Island Park businessman who erected menorah 40 years ago honored
Bitter winter winds, snow and freezing rain never kept Bernard Ross from lighting the 10-foot menorah he had worked so hard to bring to Island Park in 1979.
Forty years later, his family and friends honored the affable jewelry designer and manufacturer who lovingly tended to the menorah every Hanukkah for 20 years with a plaque that recognizes his efforts.
Ross died in 2016 at the age of 95 on the first day of Hanukkah.
“He thought it was important,” his son, Peter Ross, 71, said after the menorah lighting on Sunday night, the first day of Hanukkah. “He felt very strongly that the village should have a religious menorah.”
Bernard Ross moved his family from Brooklyn to Island Park in the 1954, and eventually centered his business there as well. An active member of the Jewish Center of Island Park, now known as the South Shore Jewish Center. He was determined to have a menorah in a public space for Hanukkah, just as a nativity scene was there to celebrate Christmas.
He launched an effort to raise funds from other local merchants to have a menorah constructed and then placed on the Village Green on Long Beach Road every holiday season.
“It was difficult,” said Erwin Goldenberg, 90, a friend of Ross. “Some people didn’t want to donate anything. But he got it done and we’ve been grateful ever since.”
The money Ross raised paid for the materials and local company Comparative Designs built the menorah for free. The first public lighting took place in 1979.
Every year, he would walk from his nearby business to unlock an electrical box and manually flip a switch. He continued that annual tradition until he retired and moved to Florida about 20 years later, according to his family. Other members of the temple have taken over his duties.
“I hope he was watching today and I think he would find it phenomenal 40 years later he was being honored,” said his younger son Steven Ross, 65, who traveled from Massachusetts for the ceremony.
The eight-day holiday celebrates the successful revolt of the Maccabees in 160 B.C. and rededication of the Second Temple in Jerusalem. According to the tradition, there was only enough oil to keep a lamp in the temple lighted for one day, but the lamp burned for eight days.
Jewish people celebrate Hanukkah by lighting one candle of a menorah each day for eight days. The ninth candle in the center is called the shamash.
“He would light up the room because of his kindness to other people,” Peter Ross said of his father. “And I realized the way the first candle, the shamash, lights up the other candles and lights the menorah, that was basically his personality that he would go in and light up other people with warmth and kindness. So the menorah is really symbolic of him and his personality and the holiday of Hanukkah.”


What is required:
Each line of the material below with the word "labels" is to be reported.

Available data:
*****
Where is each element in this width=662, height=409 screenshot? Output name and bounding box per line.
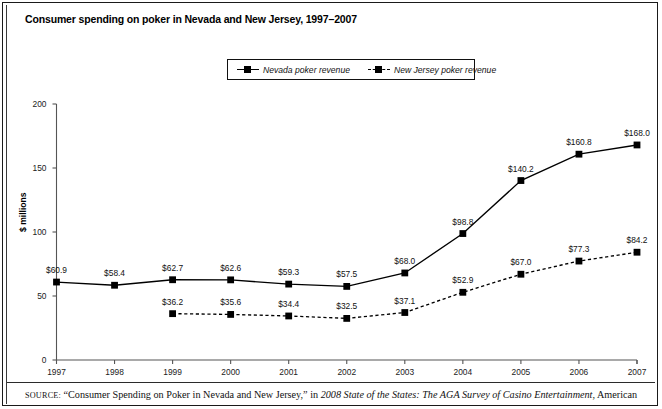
figure-panel: Consumer spending on poker in Nevada and… <box>0 0 662 409</box>
source-in-word: in <box>310 389 318 400</box>
line-chart-plot <box>0 0 662 409</box>
footer-divider <box>7 382 655 383</box>
source-label: SOURCE: <box>25 391 61 400</box>
source-quoted-title: “Consumer Spending on Poker in Nevada an… <box>64 389 308 400</box>
source-note: SOURCE: “Consumer Spending on Poker in N… <box>25 389 652 400</box>
source-publication: 2008 State of the States: The AGA Survey… <box>321 389 593 400</box>
source-tail: , American <box>592 389 637 400</box>
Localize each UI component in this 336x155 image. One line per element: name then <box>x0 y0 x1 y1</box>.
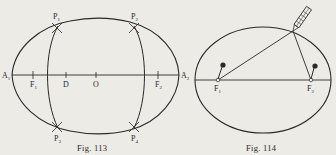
figure-113 <box>12 18 179 134</box>
figure-114 <box>195 6 331 133</box>
label-a2: A2 <box>181 71 190 81</box>
cross-p2 <box>129 23 139 33</box>
figure-114-labels: F1 F2 Fig. 114 <box>214 84 314 153</box>
caption-fig-113: Fig. 113 <box>77 143 107 153</box>
label-f1: F1 <box>214 84 221 94</box>
figure-113-labels: A1 A2 F1 D O F2 P1 P2 P3 P4 Fig. 113 <box>2 12 190 153</box>
construction-arc-right <box>134 26 145 128</box>
string-f2-to-pencil <box>293 31 311 80</box>
label-f1: F1 <box>30 80 37 90</box>
figure-plate: A1 A2 F1 D O F2 P1 P2 P3 P4 Fig. 113 <box>0 0 336 155</box>
label-f2: F2 <box>307 84 314 94</box>
label-p4: P4 <box>131 134 138 144</box>
pin-icon <box>311 63 318 79</box>
label-p2: P2 <box>131 12 138 22</box>
ellipse-outline <box>12 18 179 134</box>
cross-p3 <box>52 122 62 132</box>
label-p1: P1 <box>53 12 60 22</box>
string-f1-to-pencil <box>218 31 293 80</box>
label-p3: P3 <box>54 134 61 144</box>
pin-icon <box>218 62 226 79</box>
label-d: D <box>63 80 69 89</box>
label-o: O <box>93 80 99 89</box>
pencil-icon <box>291 6 312 32</box>
label-a1: A1 <box>2 71 11 81</box>
cross-p4 <box>129 122 139 132</box>
construction-arc-left <box>48 26 59 128</box>
label-f2: F2 <box>155 80 162 90</box>
caption-fig-114: Fig. 114 <box>246 143 277 153</box>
*****
Result below:
figure-114-labels: F1 F2 Fig. 114 <box>214 84 314 153</box>
figure-113-labels: A1 A2 F1 D O F2 P1 P2 P3 P4 Fig. 113 <box>2 12 190 153</box>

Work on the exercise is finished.